Environment

Environment

Saturday, February 25, 2017

Ventiladorder

In the past, air passed through the lower watermill cellar through the black grille next to the house, and the "door". When the watermill was stopped and the mill reservoir was broken the wind passed through the cellar by the black grill and the water tunnel.

When the workshop was built the back wall closed off that venting, and all humidity ended up in the garage. Apparently no one before realised that the black grill is a ventilation opening.

We tried to mend the humidity situation before, see solar ventilator. That did work well, especially for the atmosphere in the kitchen. However, ventilador 2 in the garage did not work at all.
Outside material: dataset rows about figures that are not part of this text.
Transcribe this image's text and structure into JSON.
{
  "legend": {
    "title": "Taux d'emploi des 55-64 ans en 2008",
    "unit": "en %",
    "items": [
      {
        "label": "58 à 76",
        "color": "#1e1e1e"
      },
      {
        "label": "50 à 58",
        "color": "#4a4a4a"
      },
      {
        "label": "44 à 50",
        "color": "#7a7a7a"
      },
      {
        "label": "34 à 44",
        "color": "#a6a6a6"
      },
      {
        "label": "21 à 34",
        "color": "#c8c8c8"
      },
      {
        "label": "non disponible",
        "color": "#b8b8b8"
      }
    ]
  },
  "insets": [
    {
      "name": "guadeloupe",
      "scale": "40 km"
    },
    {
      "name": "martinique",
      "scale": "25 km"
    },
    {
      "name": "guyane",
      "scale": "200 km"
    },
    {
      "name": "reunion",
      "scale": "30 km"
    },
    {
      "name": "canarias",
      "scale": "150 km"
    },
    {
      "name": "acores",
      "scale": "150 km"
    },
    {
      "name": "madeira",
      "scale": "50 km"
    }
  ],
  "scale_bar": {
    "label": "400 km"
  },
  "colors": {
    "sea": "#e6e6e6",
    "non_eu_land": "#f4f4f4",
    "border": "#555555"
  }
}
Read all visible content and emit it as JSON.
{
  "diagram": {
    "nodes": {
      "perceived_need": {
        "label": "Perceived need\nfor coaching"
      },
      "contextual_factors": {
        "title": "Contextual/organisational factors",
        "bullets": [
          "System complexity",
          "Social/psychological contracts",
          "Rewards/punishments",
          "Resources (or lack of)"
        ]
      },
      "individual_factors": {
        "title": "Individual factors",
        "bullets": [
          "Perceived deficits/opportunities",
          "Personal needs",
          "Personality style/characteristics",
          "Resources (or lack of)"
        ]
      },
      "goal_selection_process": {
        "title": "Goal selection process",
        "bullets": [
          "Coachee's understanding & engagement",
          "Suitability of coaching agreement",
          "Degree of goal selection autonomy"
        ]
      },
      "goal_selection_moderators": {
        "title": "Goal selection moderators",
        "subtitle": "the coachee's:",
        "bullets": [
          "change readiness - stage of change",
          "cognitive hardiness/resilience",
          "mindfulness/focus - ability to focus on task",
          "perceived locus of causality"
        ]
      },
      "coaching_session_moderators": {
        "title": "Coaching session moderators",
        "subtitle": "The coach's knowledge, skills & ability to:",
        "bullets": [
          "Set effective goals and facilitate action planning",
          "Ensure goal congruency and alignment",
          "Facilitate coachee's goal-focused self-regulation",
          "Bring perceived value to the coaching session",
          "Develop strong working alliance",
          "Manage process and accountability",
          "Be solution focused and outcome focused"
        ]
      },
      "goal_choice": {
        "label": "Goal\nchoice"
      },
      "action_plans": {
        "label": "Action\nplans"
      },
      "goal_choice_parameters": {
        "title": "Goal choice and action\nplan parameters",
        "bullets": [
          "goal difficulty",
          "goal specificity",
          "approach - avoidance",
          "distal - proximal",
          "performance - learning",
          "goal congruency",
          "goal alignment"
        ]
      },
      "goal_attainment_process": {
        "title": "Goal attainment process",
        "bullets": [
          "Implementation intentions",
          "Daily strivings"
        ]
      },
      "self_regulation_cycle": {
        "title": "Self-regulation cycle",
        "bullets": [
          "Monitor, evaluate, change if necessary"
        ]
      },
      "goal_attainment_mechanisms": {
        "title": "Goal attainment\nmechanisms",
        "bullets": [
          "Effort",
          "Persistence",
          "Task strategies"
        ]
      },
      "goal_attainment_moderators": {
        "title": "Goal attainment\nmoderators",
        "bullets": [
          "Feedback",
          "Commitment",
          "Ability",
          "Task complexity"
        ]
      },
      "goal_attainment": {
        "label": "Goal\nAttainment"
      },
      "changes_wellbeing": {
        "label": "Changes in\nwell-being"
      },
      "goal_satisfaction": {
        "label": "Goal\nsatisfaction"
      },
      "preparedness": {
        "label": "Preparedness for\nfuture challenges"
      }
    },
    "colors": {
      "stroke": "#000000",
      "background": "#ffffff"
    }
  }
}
The humidity and volume of air are too great.



We asked Emilio (the builder) to make a nice big hole, where immediately very humid air started to pass, in large volumes.


The solar ventilator passes 60 m3 per hour to the outside, but only when the sun shines. In the evening and in the morning you could smell the cellar a bit, as the ventilation is then halted. We will switch to the grid.


This 230V ventilator has a capacity of 180 m3 per hour, day and night. It moves the air from the first cellar under the kitchen to the watermill cellar, and from there to the new opening in the back of the garage and to the black grille next to the house.

Intention is that no more air flows from cellar to the kitchen, and to dry out the watermill cellar, so the garage stays dry. There is a sheet of plastic between the back of the garage and the garage, so the humid air is forced out through the new window.

It could be the solar ventilator in cellar 1 is no longer necessary, or even that the pipe up and out to the back of the house is better closed off. We'll see (smell).